No sin puts us out of God’s kingdom, God’s church, or God’s love. But by willfully persisting in sin (whatever sin it is) and refusing to  discern and repent (like Adam and Eve blaming God and each other) we drive ourselves out of God’s kingdom, God’s church, and any reception of God’s love, because that’s what sin is: loving something more than God.
Once we accept that we (or I) are the chief of sinners, all that’s left then is to discern the values of behaviors and actions, knowing our propensity for sin, because we’re sinners. Unless I’m the only one. At least I’m the worst one. And how we respond pastorally, morally, missionally or ecclesiastically (that is, in church life) to sinful behaviors and actions will often have to be finessed on a case by case basis, depending less upon where we’re at than on where we’re headed, either toward repentance, restitution and reconciliation, or toward more rebellion, recklessness and the destruction of people and relationships. Just as Paul’s repentance, restoration and re-orientation of life gave life and hope to other (lesser) sinners, so might someone’s continued resistance and rebellion give despair or misdirection to other sinners.

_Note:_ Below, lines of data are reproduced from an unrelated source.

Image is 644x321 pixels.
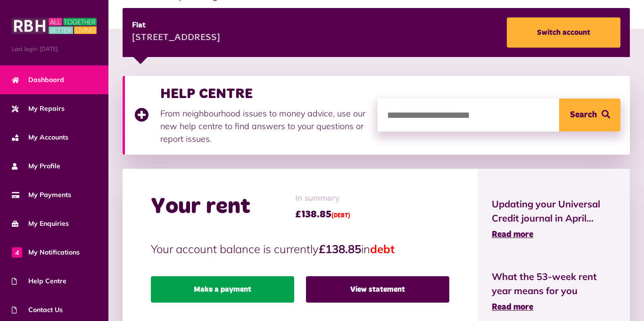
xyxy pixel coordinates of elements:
[560,98,621,131] button: Search
[12,45,96,54] span: Last login: [DATE]
[12,247,22,257] span: 4
[160,85,369,102] h3: HELP CENTRE
[492,231,534,240] span: Read more
[12,247,80,257] span: My Notifications
[492,197,616,241] a: Updating your Universal Credit journal in April... Read more
[507,18,621,48] a: Switch account
[332,214,351,219] span: (DEBT)
[12,305,63,315] span: Contact Us
[151,276,294,303] a: Make a payment
[570,98,597,131] span: Search
[12,17,96,36] img: MyRBH
[12,219,69,229] span: My Enquiries
[132,31,221,46] div: [STREET_ADDRESS]
[295,208,351,222] span: £138.85
[12,190,72,200] span: My Payments
[492,197,616,226] span: Updating your Universal Credit journal in April...
[160,107,369,145] p: From neighbourhood issues to money advice, use our new help centre to find answers to your questi...
[492,269,616,298] span: What the 53-week rent year means for you
[132,20,221,31] div: Flat
[492,303,534,312] span: Read more
[12,132,69,142] span: My Accounts
[151,241,449,257] p: Your account balance is currently in
[12,276,67,286] span: Help Centre
[295,193,351,205] span: In summary
[12,103,65,113] span: My Repairs
[319,241,362,256] strong: £138.85
[492,269,616,314] a: What the 53-week rent year means for you Read more
[12,75,65,84] span: Dashboard
[371,241,395,256] span: debt
[306,276,449,303] a: View statement
[12,161,61,171] span: My Profile
[151,194,250,221] h2: Your rent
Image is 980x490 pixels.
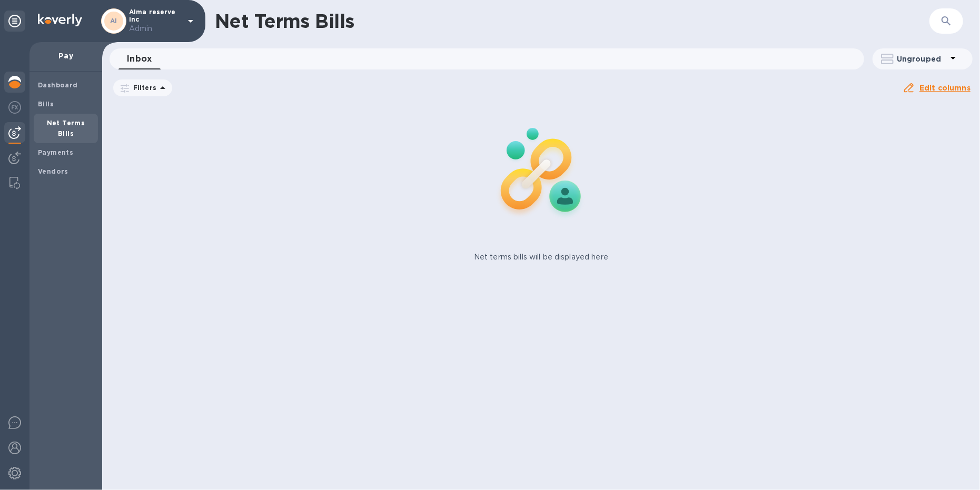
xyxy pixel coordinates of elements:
b: Bills [38,100,54,108]
h1: Net Terms Bills [215,10,355,32]
b: AI [110,17,117,25]
b: Payments [38,148,74,156]
p: Pay [38,51,94,61]
img: Logo [38,13,82,27]
u: Edit columns [920,83,971,92]
b: Net Terms Bills [47,119,85,137]
span: Inbox [127,51,152,66]
b: Vendors [38,167,68,175]
b: Dashboard [38,81,78,89]
p: Filters [129,83,156,92]
div: Unpin categories [4,11,26,32]
img: Foreign exchange [9,101,21,113]
p: Alma reserve inc [129,9,182,35]
p: Ungrouped [897,54,947,64]
p: Admin [129,23,182,35]
p: Net terms bills will be displayed here [474,252,608,262]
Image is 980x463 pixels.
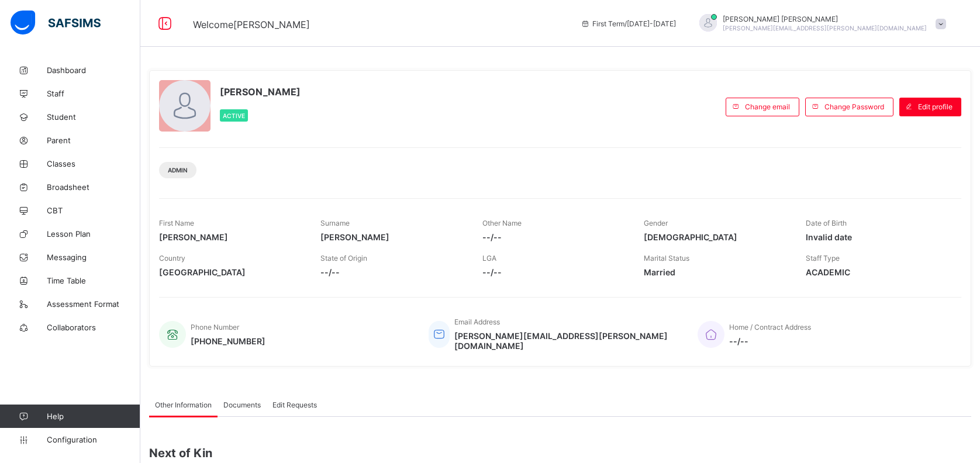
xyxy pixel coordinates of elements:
span: Dashboard [47,65,140,75]
span: First Name [159,219,194,227]
span: Parent [47,136,140,145]
span: Marital Status [643,253,690,263]
span: --/-- [729,336,811,346]
span: Gender [643,219,668,227]
span: CBT [47,206,140,215]
span: Staff [47,89,140,98]
span: --/-- [482,267,626,277]
span: Phone Number [190,323,239,331]
span: Staff Type [806,253,840,263]
span: [PERSON_NAME] [321,232,464,242]
div: KennethJacob [687,14,951,33]
span: ACADEMIC [806,267,949,277]
span: State of Origin [321,253,368,263]
span: [PERSON_NAME] [220,86,300,98]
span: Messaging [47,253,140,262]
span: Active [223,112,245,119]
span: Documents [223,401,260,409]
span: Other Information [155,401,212,409]
span: session/term information [580,19,676,28]
span: LGA [482,253,496,263]
span: [DEMOGRAPHIC_DATA] [643,232,787,242]
span: Country [159,253,186,263]
span: --/-- [482,232,626,242]
span: Edit profile [918,102,952,111]
span: [PERSON_NAME] [PERSON_NAME] [723,15,927,23]
span: Admin [168,166,188,173]
span: [PERSON_NAME][EMAIL_ADDRESS][PERSON_NAME][DOMAIN_NAME] [723,25,927,32]
span: Configuration [47,435,139,445]
img: safsims [11,11,101,35]
span: Time Table [47,276,140,285]
span: Home / Contract Address [729,323,811,331]
span: Surname [321,219,350,227]
span: Lesson Plan [47,229,140,239]
span: Married [643,267,787,277]
span: Welcome [PERSON_NAME] [193,18,310,30]
span: Help [47,411,139,421]
span: [PHONE_NUMBER] [190,336,265,346]
span: [GEOGRAPHIC_DATA] [159,267,303,277]
span: [PERSON_NAME][EMAIL_ADDRESS][PERSON_NAME][DOMAIN_NAME] [455,330,680,351]
span: Classes [47,159,140,169]
span: Change Password [824,102,884,111]
span: Collaborators [47,323,140,332]
span: Email Address [455,317,500,326]
span: Broadsheet [47,183,140,192]
span: Student [47,112,140,122]
span: Edit Requests [273,401,317,409]
span: [PERSON_NAME] [159,232,303,242]
span: Date of Birth [806,219,847,227]
span: Other Name [482,219,522,227]
span: Assessment Format [47,300,140,309]
span: --/-- [321,267,464,277]
span: Next of Kin [149,446,971,460]
span: Change email [745,102,790,111]
span: Invalid date [806,232,949,242]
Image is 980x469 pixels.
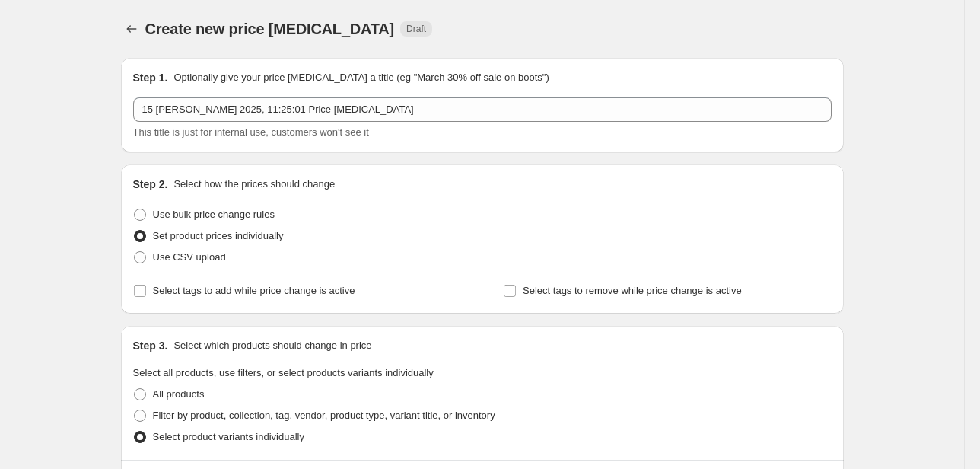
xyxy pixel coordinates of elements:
[153,410,495,421] span: Filter by product, collection, tag, vendor, product type, variant title, or inventory
[174,70,549,85] p: Optionally give your price [MEDICAL_DATA] a title (eg "March 30% off sale on boots")
[153,252,226,263] span: Use CSV upload
[174,176,335,192] p: Select how the prices should change
[153,431,304,442] span: Select product variants individually
[406,23,426,35] span: Draft
[133,367,434,379] span: Select all products, use filters, or select products variants individually
[174,338,371,354] p: Select which products should change in price
[133,338,168,354] h2: Step 3.
[133,176,168,192] h2: Step 2.
[153,209,275,220] span: Use bulk price change rules
[133,70,168,85] h2: Step 1.
[121,18,142,39] button: Price change jobs
[145,21,395,38] span: Create new price [MEDICAL_DATA]
[153,230,284,242] span: Set product prices individually
[153,285,355,296] span: Select tags to add while price change is active
[133,126,369,138] span: This title is just for internal use, customers won't see it
[523,285,742,296] span: Select tags to remove while price change is active
[133,98,831,122] input: 30% off holiday sale
[153,388,205,400] span: All products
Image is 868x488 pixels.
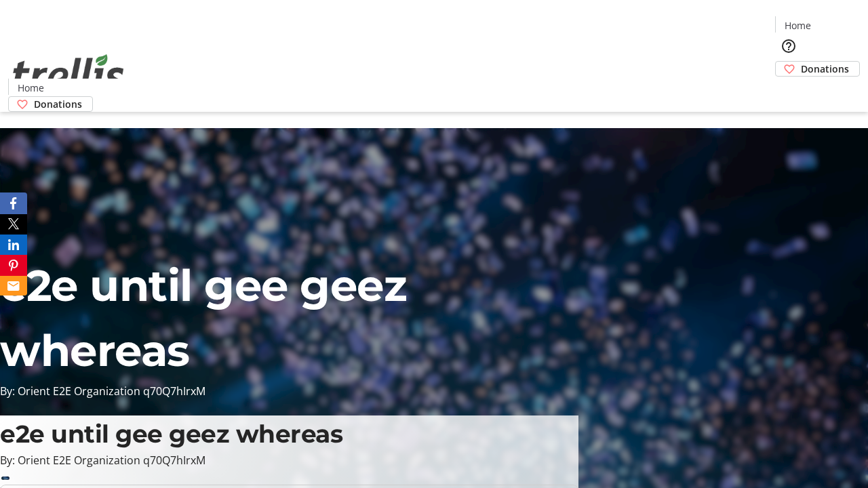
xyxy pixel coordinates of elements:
a: Home [776,18,819,33]
button: Cart [775,76,802,104]
button: Help [775,33,802,59]
img: Orient E2E Organization q70Q7hIrxM's Logo [8,40,129,107]
span: Donations [34,97,82,111]
span: Donations [801,62,849,76]
a: Home [9,81,52,95]
a: Donations [8,96,93,112]
span: Home [784,18,811,33]
a: Donations [775,61,860,76]
span: Home [18,81,44,95]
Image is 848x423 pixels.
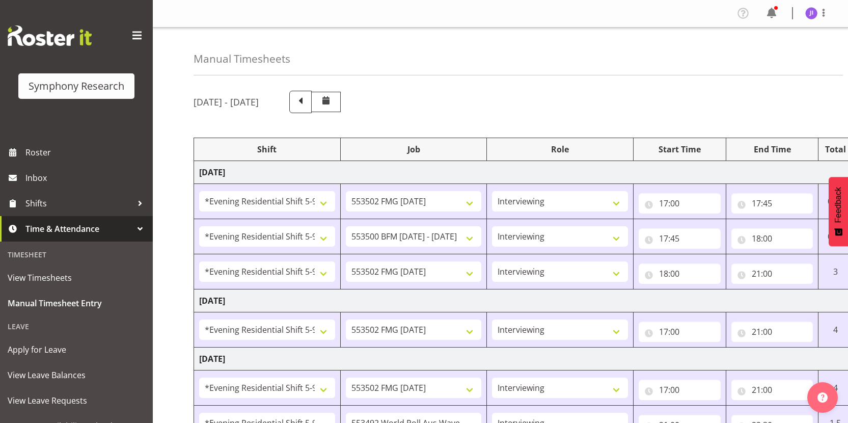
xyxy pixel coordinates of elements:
[639,379,720,400] input: Click to select...
[3,316,150,337] div: Leave
[823,143,847,155] div: Total
[639,193,720,213] input: Click to select...
[8,270,145,285] span: View Timesheets
[8,342,145,357] span: Apply for Leave
[639,143,720,155] div: Start Time
[828,177,848,246] button: Feedback - Show survey
[639,228,720,248] input: Click to select...
[817,392,827,402] img: help-xxl-2.png
[731,143,813,155] div: End Time
[731,228,813,248] input: Click to select...
[3,244,150,265] div: Timesheet
[346,143,482,155] div: Job
[3,290,150,316] a: Manual Timesheet Entry
[3,387,150,413] a: View Leave Requests
[805,7,817,19] img: jonathan-isidoro5583.jpg
[193,96,259,107] h5: [DATE] - [DATE]
[3,362,150,387] a: View Leave Balances
[3,337,150,362] a: Apply for Leave
[25,196,132,211] span: Shifts
[8,393,145,408] span: View Leave Requests
[3,265,150,290] a: View Timesheets
[193,53,290,65] h4: Manual Timesheets
[731,379,813,400] input: Click to select...
[834,187,843,223] span: Feedback
[639,321,720,342] input: Click to select...
[8,295,145,311] span: Manual Timesheet Entry
[25,170,148,185] span: Inbox
[731,193,813,213] input: Click to select...
[25,145,148,160] span: Roster
[731,263,813,284] input: Click to select...
[29,78,124,94] div: Symphony Research
[8,367,145,382] span: View Leave Balances
[25,221,132,236] span: Time & Attendance
[8,25,92,46] img: Rosterit website logo
[731,321,813,342] input: Click to select...
[199,143,335,155] div: Shift
[639,263,720,284] input: Click to select...
[492,143,628,155] div: Role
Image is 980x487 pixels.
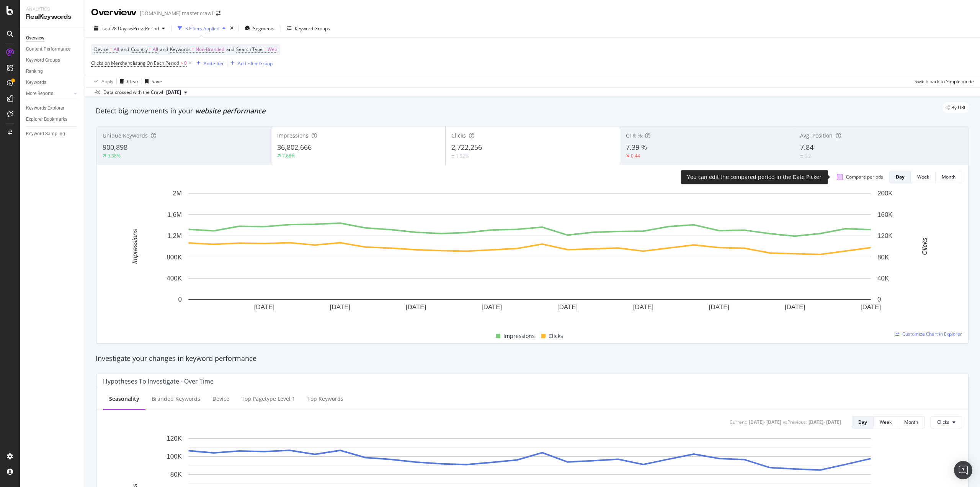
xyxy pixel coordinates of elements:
[451,132,466,139] span: Clicks
[166,275,182,282] text: 400K
[26,67,79,75] a: Ranking
[860,303,882,311] text: [DATE]
[26,34,45,42] div: Overview
[631,152,640,159] div: 0.44
[785,303,806,311] text: [DATE]
[800,155,803,158] img: Equal
[175,22,229,35] button: 3 Filters Applied
[253,25,275,32] span: Segments
[557,303,578,311] text: [DATE]
[481,303,502,311] text: [DATE]
[178,296,182,303] text: 0
[931,416,962,428] button: Clicks
[307,395,344,403] div: Top Keywords
[26,90,53,98] div: More Reports
[898,416,925,428] button: Month
[102,132,148,139] span: Unique Keywords
[153,44,158,55] span: All
[808,418,841,425] div: [DATE] - [DATE]
[284,22,333,35] button: Keyword Groups
[26,13,78,21] div: RealKeywords
[749,418,781,425] div: [DATE] - [DATE]
[626,142,647,152] span: 7.39 %
[166,435,182,442] text: 120K
[132,229,138,264] text: Impressions
[880,418,892,425] div: Week
[878,275,890,282] text: 40K
[108,152,120,159] div: 9.38%
[26,115,67,123] div: Explorer Bookmarks
[26,79,79,86] a: Keywords
[878,253,890,261] text: 80K
[26,90,72,98] a: More Reports
[26,57,79,65] a: Keyword Groups
[170,46,191,53] span: Keywords
[709,303,730,311] text: [DATE]
[114,44,119,55] span: All
[110,46,112,53] span: =
[166,89,181,96] span: 2025 Sep. 8th
[915,78,974,84] div: Switch back to Simple mode
[166,453,182,460] text: 100K
[193,59,224,68] button: Add Filter
[503,331,535,341] span: Impressions
[117,75,138,87] button: Clear
[236,46,263,53] span: Search Type
[921,238,928,255] text: Clicks
[26,34,79,42] a: Overview
[166,253,182,261] text: 800K
[902,331,962,337] span: Customize Chart in Explorer
[852,416,874,428] button: Day
[152,78,162,84] div: Save
[26,130,65,138] div: Keyword Sampling
[451,142,482,152] span: 2,722,256
[26,79,47,86] div: Keywords
[878,190,893,197] text: 200K
[911,171,935,183] button: Week
[277,142,312,152] span: 36,802,666
[103,189,956,323] div: A chart.
[91,75,113,87] button: Apply
[127,78,138,84] div: Clear
[109,395,140,403] div: Seasonality
[26,130,79,138] a: Keyword Sampling
[191,46,195,53] span: =
[26,67,43,75] div: Ranking
[954,461,973,479] div: Open Intercom Messenger
[91,22,168,35] button: Last 28 DaysvsPrev. Period
[128,25,159,32] span: vs Prev. Period
[26,115,79,123] a: Explorer Bookmarks
[687,173,822,181] div: You can edit the compared period in the Date Picker
[918,174,929,180] div: Week
[241,22,277,35] button: Segments
[121,46,129,53] span: and
[330,303,350,311] text: [DATE]
[282,152,295,159] div: 7.68%
[180,60,183,67] span: >
[943,102,969,113] div: legacy label
[163,88,190,97] button: [DATE]
[800,142,814,152] span: 7.84
[94,46,109,53] span: Device
[264,46,267,53] span: =
[896,174,905,180] div: Day
[203,60,224,67] div: Add Filter
[878,211,893,218] text: 160K
[874,416,898,428] button: Week
[951,105,966,110] span: By URL
[406,303,426,311] text: [DATE]
[904,418,918,425] div: Month
[26,104,79,112] a: Keywords Explorer
[102,25,128,32] span: Last 28 Days
[846,174,883,180] div: Compare periods
[783,418,807,425] div: vs Previous :
[456,153,469,160] div: 1.52%
[195,44,224,55] span: Non-Branded
[226,46,234,53] span: and
[213,395,229,403] div: Device
[730,418,747,425] div: Current:
[238,60,273,67] div: Add Filter Group
[890,171,911,183] button: Day
[26,45,70,53] div: Content Performance
[878,296,881,303] text: 0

But confessing ourselves “the worst of sinners” is no license to give up on moral and spiritual discernment. It is not to say, “We’re all sinners anyway; how can we judge anything? no one’s perfect, so anything goes.” The church, being a collection of sinners, must discern the value and the effect of actions and words upon the healing process of all the sinners in its embrace. And a lackadaisical approach to moral discernment would bring that healing process to a stop, and even reverse it. Confessing ourselves “the worst of sinners” is not an excuse for surrender, but a call to discernment, starting (and usually staying) with ourselves.

But being the chief of sinners, I cannot, and should not, do moral and spiritual discernment on my own.

If we can’t agree on this, that we are each the chief of sinners who must work first on the logs in our own eyes, then we lack the common language and the common starting point to do moral discernment together.